For a long time, I didn't know what it was about the image that repulsed me. It wasn’t simply that my hair was thinner or I had gained weight. Then it hits me: There is a young man still trapped in this old man’s body, the young man who used to be me but can no longer find expression in this feeble and aged shell. The young man wants to be as he always was: foolish, expectant, hopeful, argumentative, always with a dash of deviance.
How could what once mattered to a 16-year-old boy matter to me now? Yet, I continue to behave as if they do, as if I am still dependent on the goodwill of others, as if I still need to belong, and as if I still have a whole life ahead of me.
When this juvenile mood takes hold, I go sit by a window and reflect.
For a 16-year-old, this world was radiant and full of goodness and comfort. He did not yet see that it was all part of a grand unfolding he could not control.
34. Ramana Maharshi said, “There is no difference between the dream and waking states except that the former is short and the latter long. Both are the product of the mind. Because the waking state lasts longer, we imagine it to be our real state; but actually, our real state is what is sometimes called the Fourth State, which is always as it is, and is unaffected by waking, dream or sleep.” (A quote from The Teachings of Ramana Maharshi in His Own Words, edited by Arthur Osborne.)
I used to have a problem accepting that. It had seemed absurd to me. Of course, a dream is nothing like the waking state. One, to me, is unreal; the other is not. Apart from being factually questionable, it seemed to disagree with what I thought was my rational outlook. How could it be said that my life was a dream when I bled and was sometimes hobbled by sickness? Yet, strangely, as I got older, I began to see it his way.

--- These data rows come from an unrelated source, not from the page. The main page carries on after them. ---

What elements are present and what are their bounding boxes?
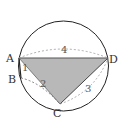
length-bc: 2 [40,78,46,89]
shaded-triangle-acd [19,58,108,104]
length-ad: 4 [61,44,67,55]
label-d: D [109,53,118,66]
label-b: B [8,73,16,86]
length-ab: 1 [22,62,28,73]
diagram-canvas: A B C D 4 1 2 3 [0,0,126,128]
length-cd: 3 [85,83,91,94]
label-a: A [5,52,15,65]
label-c: C [53,107,61,120]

Do you think you have control over your life? Or do you think it has swept you along? Do you have a say in who you meet? What about the circumstances of your life? The parents you were born to? How about how you met your spouse? Was that your choice? How did someone end up being a friend or a foe? Was that of your own volition?
Some of us have had success in life; others have not. Did you arrive at your station in life on your own? Was it your doing, or were you swept along?

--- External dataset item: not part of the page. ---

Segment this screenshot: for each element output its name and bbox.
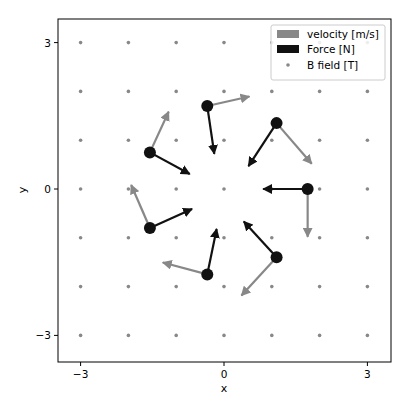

If you have been swept along or think you have, you may understand someone who says life is a dream. As in a dream, you cannot change anything but must react to what is in front of you.

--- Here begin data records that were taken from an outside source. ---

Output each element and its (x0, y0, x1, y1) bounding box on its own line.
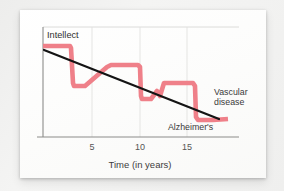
y-axis-label: Intellect (47, 30, 79, 40)
x-tick-label-10: 10 (135, 142, 145, 152)
series-line-vascular-disease (43, 46, 228, 120)
x-tick-label-15: 15 (182, 142, 192, 152)
series-label-vascular-disease-line1: Vascular (214, 87, 248, 97)
chart-svg: Intellect 5 10 15 Time (in years) Vascul… (0, 0, 284, 191)
series-label-vascular-disease-line2: disease (214, 97, 244, 107)
series-label-alzheimers: Alzheimer's (168, 122, 214, 132)
x-axis-title: Time (in years) (109, 159, 172, 170)
x-tick-label-5: 5 (89, 142, 94, 152)
line-chart: Intellect 5 10 15 Time (in years) Vascul… (0, 0, 284, 191)
figure-page: Intellect 5 10 15 Time (in years) Vascul… (0, 0, 284, 191)
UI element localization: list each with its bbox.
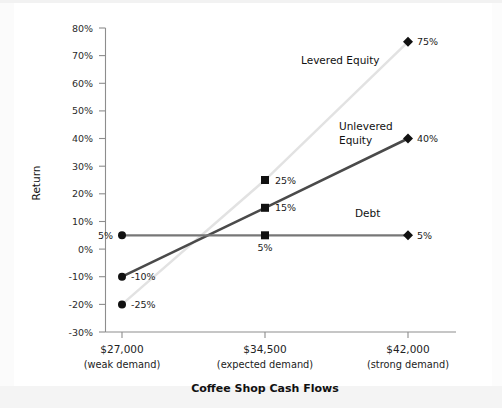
series-label-unlevered-equity-line1: Unlevered xyxy=(339,120,393,132)
y-tick-label-30: 30% xyxy=(72,161,93,172)
y-tick-label-minus20: -20% xyxy=(68,299,93,310)
debt-label-strong: 5% xyxy=(417,230,432,241)
series-unlevered-equity: -10% 15% 40% Unlevered Equity xyxy=(118,120,438,282)
y-tick-label-20: 20% xyxy=(72,188,93,199)
x-tick-label-2: $34,500 xyxy=(243,343,286,355)
y-tick-label-minus10: -10% xyxy=(68,271,93,282)
chart-figure: 80% 70% 60% 50% 40% 30% 20% 10% 0% -10% … xyxy=(0,0,502,408)
y-tick-label-80: 80% xyxy=(72,23,93,34)
series-levered-equity: -25% 25% 75% Levered Equity xyxy=(118,36,438,310)
levered-equity-line xyxy=(122,42,408,305)
series-debt: 5% 5% 5% Debt xyxy=(98,207,432,253)
debt-point-weak xyxy=(118,231,126,239)
x-tick-sublabel-1: (weak demand) xyxy=(84,359,161,370)
x-tick-label-3: $42,000 xyxy=(386,343,429,355)
y-tick-label-minus30: -30% xyxy=(68,327,93,338)
y-tick-label-70: 70% xyxy=(72,50,93,61)
debt-point-expected xyxy=(261,231,269,239)
unlevered-equity-point-weak xyxy=(118,273,126,281)
y-tick-label-50: 50% xyxy=(72,105,93,116)
series-label-debt: Debt xyxy=(355,207,380,219)
levered-equity-label-strong: 75% xyxy=(417,36,438,47)
x-tick-label-1: $27,000 xyxy=(100,343,143,355)
x-tick-sublabel-2: (expected demand) xyxy=(217,359,313,370)
y-ticks xyxy=(99,28,106,332)
y-tick-label-0: 0% xyxy=(78,244,93,255)
y-axis-title: Return xyxy=(30,166,42,201)
y-tick-label-60: 60% xyxy=(72,78,93,89)
unlevered-equity-label-expected: 15% xyxy=(275,202,296,213)
x-axis-title: Coffee Shop Cash Flows xyxy=(191,382,339,395)
x-tick-sublabel-3: (strong demand) xyxy=(367,359,449,370)
y-tick-label-40: 40% xyxy=(72,133,93,144)
levered-equity-label-weak: -25% xyxy=(131,299,156,310)
chart-svg: 80% 70% 60% 50% 40% 30% 20% 10% 0% -10% … xyxy=(0,0,502,408)
debt-label-weak: 5% xyxy=(98,230,113,241)
y-tick-label-10: 10% xyxy=(72,216,93,227)
chart-page: 80% 70% 60% 50% 40% 30% 20% 10% 0% -10% … xyxy=(0,0,502,408)
unlevered-equity-label-weak: -10% xyxy=(131,271,156,282)
debt-label-expected: 5% xyxy=(257,242,272,253)
unlevered-equity-point-expected xyxy=(261,204,269,212)
unlevered-equity-point-strong xyxy=(403,134,413,144)
levered-equity-label-expected: 25% xyxy=(275,175,296,186)
levered-equity-point-weak xyxy=(118,300,126,308)
unlevered-equity-label-strong: 40% xyxy=(417,133,438,144)
series-label-unlevered-equity-line2: Equity xyxy=(339,134,372,146)
x-ticks xyxy=(122,332,408,338)
debt-point-strong xyxy=(403,230,413,240)
y-tick-labels: 80% 70% 60% 50% 40% 30% 20% 10% 0% -10% … xyxy=(68,23,93,338)
series-label-levered-equity: Levered Equity xyxy=(301,54,380,66)
x-tick-labels: $27,000 (weak demand) $34,500 (expected … xyxy=(84,343,449,370)
levered-equity-point-expected xyxy=(261,176,269,184)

35. I am daydreaming about an ancient Chinese astronomer who looks up at the night sky, being carried off by ethereal concerns and away from earthly ones.
A child is crying in the background. It is his granddaughter. Maybe she is hungry again. The infant’s mother is out at work, trying to gather some coins for the next meal. His own aged mother is, as usual, in bed. She can no longer get out of bed.
Why do we keep wanting to go back to our needs and desires? Are we better than a moth disoriented by fire? The sky still hangs over our heads, whether we are rich or poor, healthy or sick.
The astronomer turns and looks up at the night sky once more. He finds this simple act of staring a good way to dissipate nervous energy.
36. Suppose you are dreaming and suddenly realize you are in a dream. Do you wake up with a start? You may. Or you may stay in the dream, knowing full well what it is, and participate in what unfolds.
37. A vision: a woman alone in a collapsed world, but she isn’t dispirited. She is a warrior, and her mind has turned inward. Every sound, sight, or tactile sensation takes her further within.
In another part of the world, a man is dying. He too has turned inward. The world as he knows it is falling apart, but he isn’t frightened by that. He has withdrawn all his tentacles and feelers. He can no longer see or hear like he used to, but his inner view remains intact. The passage out of life leaves him feeling moved and unreasonably happy.